The year 1064 fell in the middle of the High Middle Ages. In the reckoning used across medieval Europe it was a leap year that began on a Thursday in the Julian calendar; contemporary chronologies and later reconstructions often cite a calendar starting day consistent with modern tables showing the year 1064 and the underlying Julian system used at the time.
Political and military developments
1064 sits within a period of active territorial change and dynastic competition. In the Middle East and the Armenian highlands the expansion of the Seljuk Turks under Alp Arslan continued to alter the region's balance of power; one of the better-attested events of the year is the capture of the fortified city of Ani, which had been an important Armenian capital and was a symbol of shifting control in eastern Anatolia.
In western Europe the foundations of later events were being laid. Norman influence in the British Isles and across the Mediterranean was growing. According to Norman chronicles, an English nobleman made a journey to Normandy during this period that later sources linked to claims and oaths surrounding the Norman succession; the precise details and dating are debated by historians, and some contemporary English accounts differ.
Culture, administration and wider context
Across Eurasia the year belonged to longer civilizational trends rather than isolated breakthroughs. In China the Song dynasty continued its administrative, literary and technological traditions; printing, the civil examination system and urban culture were well established. In western Europe Romanesque architecture and monastic reform movements were active, shaping religious life and the built environment over decades rather than a single year.
- Notable processes: Seljuk territorial expansion in the Near East; Norman consolidation in western Europe.
- Religion and society: ecclesiastical reform and monastic growth in Western Europe; Islamic and Christian interactions in frontier zones.
- Culture and technology: ongoing developments in Song China and gradual diffusion of artistic motifs and knowledge across Eurasian trade routes.
While 1064 lacks a single defining global event of the magnitude of nearby years (such as the Norman conquest of England in 1066), it is representative of a decade of dynamic change. Many episodes recorded for the year are preserved through a mixture of local annals, later chronicles and archaeological evidence, and modern historians treat some accounts—especially those connected to politically charged successions—with caution.
For readers seeking calendrical detail, contemporary-era tables and modern reconstructions can place 1064 precisely within the Julian system calendar reference, while syntheses of medieval political history provide context for the military and dynastic movements noted above.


Your assignment
Reproduce the records below exactly, but only between the lines holding "Image resolution: width=1023" and "The image size is (862, 431).", inclusive.
———
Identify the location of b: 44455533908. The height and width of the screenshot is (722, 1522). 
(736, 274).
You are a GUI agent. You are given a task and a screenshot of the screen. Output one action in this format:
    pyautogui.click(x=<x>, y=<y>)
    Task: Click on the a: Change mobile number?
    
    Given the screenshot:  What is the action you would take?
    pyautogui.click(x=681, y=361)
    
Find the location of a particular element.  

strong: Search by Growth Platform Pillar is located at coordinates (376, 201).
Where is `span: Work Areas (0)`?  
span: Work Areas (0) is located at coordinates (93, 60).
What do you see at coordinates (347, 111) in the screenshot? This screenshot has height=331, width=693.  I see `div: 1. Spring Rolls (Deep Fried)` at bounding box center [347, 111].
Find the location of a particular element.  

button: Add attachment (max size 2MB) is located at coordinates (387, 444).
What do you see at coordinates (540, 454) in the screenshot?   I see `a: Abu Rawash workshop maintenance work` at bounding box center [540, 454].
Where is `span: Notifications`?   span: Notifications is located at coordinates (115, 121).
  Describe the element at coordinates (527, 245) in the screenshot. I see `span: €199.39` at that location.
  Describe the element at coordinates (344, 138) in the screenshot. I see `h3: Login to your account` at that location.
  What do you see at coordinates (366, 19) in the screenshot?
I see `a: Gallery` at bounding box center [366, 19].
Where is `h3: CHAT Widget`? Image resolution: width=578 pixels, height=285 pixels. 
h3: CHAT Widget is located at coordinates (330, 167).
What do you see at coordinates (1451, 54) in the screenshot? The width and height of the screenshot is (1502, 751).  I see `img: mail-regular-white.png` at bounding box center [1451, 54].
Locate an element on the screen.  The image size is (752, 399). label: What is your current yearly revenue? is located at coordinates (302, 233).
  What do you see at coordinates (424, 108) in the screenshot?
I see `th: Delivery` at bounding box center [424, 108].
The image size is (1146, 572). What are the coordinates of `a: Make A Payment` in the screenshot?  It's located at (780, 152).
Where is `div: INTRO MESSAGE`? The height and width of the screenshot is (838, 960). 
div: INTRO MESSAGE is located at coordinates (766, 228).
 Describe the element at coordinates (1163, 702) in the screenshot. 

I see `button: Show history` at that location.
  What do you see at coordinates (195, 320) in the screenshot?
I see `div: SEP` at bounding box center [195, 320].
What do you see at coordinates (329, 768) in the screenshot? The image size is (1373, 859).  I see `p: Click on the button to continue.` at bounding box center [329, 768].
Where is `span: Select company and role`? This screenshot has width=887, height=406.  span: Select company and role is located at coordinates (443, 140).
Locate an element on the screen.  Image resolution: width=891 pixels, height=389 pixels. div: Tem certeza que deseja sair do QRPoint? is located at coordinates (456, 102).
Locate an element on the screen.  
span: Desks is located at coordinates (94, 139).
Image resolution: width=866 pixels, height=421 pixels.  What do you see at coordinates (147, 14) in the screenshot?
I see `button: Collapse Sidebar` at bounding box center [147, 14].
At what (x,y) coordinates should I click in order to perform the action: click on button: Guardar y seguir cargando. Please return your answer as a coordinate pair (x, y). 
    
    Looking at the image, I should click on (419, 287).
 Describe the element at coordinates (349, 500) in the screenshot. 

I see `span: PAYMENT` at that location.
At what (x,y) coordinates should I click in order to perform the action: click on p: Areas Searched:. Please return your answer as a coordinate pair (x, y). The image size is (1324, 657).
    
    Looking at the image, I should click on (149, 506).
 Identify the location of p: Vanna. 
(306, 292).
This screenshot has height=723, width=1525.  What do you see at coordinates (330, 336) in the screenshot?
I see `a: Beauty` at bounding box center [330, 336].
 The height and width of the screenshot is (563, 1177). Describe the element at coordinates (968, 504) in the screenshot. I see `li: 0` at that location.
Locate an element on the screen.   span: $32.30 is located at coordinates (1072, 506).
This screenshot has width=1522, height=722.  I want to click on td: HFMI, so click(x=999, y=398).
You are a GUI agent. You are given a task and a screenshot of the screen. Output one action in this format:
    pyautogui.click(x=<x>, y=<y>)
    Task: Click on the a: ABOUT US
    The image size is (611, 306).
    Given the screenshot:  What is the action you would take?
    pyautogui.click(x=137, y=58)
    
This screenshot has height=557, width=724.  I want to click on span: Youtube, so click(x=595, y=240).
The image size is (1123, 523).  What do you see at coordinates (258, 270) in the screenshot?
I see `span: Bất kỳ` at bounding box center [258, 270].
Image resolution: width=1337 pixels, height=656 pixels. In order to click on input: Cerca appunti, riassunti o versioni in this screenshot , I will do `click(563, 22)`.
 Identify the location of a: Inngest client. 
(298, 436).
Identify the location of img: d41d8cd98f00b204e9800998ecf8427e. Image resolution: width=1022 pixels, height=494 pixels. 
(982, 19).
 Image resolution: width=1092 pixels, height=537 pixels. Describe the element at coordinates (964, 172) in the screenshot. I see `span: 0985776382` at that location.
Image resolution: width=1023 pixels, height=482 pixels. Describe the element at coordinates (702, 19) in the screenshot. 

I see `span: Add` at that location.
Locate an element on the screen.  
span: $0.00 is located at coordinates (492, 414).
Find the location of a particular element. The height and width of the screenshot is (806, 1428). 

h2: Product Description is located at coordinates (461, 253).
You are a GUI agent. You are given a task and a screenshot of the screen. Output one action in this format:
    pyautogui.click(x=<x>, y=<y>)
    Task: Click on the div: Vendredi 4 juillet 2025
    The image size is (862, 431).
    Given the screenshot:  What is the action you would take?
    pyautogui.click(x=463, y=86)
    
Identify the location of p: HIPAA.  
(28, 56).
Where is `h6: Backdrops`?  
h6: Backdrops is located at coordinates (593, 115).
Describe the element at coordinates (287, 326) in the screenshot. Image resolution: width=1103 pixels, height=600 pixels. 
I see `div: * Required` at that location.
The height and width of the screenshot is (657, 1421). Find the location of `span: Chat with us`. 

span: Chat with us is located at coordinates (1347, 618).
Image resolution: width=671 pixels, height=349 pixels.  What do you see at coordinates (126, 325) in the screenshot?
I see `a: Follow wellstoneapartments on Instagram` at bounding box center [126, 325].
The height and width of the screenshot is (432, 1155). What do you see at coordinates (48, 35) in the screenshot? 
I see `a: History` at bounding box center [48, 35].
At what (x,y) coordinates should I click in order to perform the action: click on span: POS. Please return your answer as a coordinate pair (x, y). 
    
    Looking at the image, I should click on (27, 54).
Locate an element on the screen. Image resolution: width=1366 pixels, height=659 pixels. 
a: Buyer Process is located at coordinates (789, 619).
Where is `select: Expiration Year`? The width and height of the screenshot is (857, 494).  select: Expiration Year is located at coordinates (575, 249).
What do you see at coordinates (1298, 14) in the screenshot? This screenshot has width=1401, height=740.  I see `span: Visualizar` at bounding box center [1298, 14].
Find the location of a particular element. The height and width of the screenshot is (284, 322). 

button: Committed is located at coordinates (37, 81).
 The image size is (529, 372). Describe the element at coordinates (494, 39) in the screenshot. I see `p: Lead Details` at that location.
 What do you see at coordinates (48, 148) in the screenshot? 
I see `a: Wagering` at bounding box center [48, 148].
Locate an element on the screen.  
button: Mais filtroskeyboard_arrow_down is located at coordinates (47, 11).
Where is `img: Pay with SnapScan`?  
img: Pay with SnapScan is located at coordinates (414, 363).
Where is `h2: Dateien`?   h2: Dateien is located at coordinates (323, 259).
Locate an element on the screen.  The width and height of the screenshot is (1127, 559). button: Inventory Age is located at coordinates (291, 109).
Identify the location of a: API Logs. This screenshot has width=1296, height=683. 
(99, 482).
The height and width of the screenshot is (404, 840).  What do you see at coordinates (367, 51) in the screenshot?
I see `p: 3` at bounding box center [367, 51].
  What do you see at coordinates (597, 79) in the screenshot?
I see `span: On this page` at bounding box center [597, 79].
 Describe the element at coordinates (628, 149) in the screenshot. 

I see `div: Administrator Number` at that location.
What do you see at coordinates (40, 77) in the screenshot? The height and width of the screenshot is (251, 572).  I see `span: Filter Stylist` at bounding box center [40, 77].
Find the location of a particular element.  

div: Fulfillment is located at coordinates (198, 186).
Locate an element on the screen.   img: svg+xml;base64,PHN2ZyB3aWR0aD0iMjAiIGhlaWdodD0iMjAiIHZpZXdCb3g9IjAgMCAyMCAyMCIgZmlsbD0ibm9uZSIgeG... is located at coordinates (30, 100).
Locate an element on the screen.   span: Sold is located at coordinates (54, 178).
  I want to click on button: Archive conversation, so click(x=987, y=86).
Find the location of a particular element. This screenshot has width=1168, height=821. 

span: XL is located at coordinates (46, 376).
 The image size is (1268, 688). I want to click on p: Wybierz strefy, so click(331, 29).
———
Reply to the exercise
Image resolution: width=1023 pixels, height=482 pixels. Describe the element at coordinates (702, 19) in the screenshot. 

I see `span: Add` at that location.
Locate an element on the screen.  
span: $0.00 is located at coordinates (492, 414).
Find the location of a particular element. The height and width of the screenshot is (806, 1428). 

h2: Product Description is located at coordinates (461, 253).
You are a GUI agent. You are given a task and a screenshot of the screen. Output one action in this format:
    pyautogui.click(x=<x>, y=<y>)
    Task: Click on the div: Vendredi 4 juillet 2025
    The image size is (862, 431).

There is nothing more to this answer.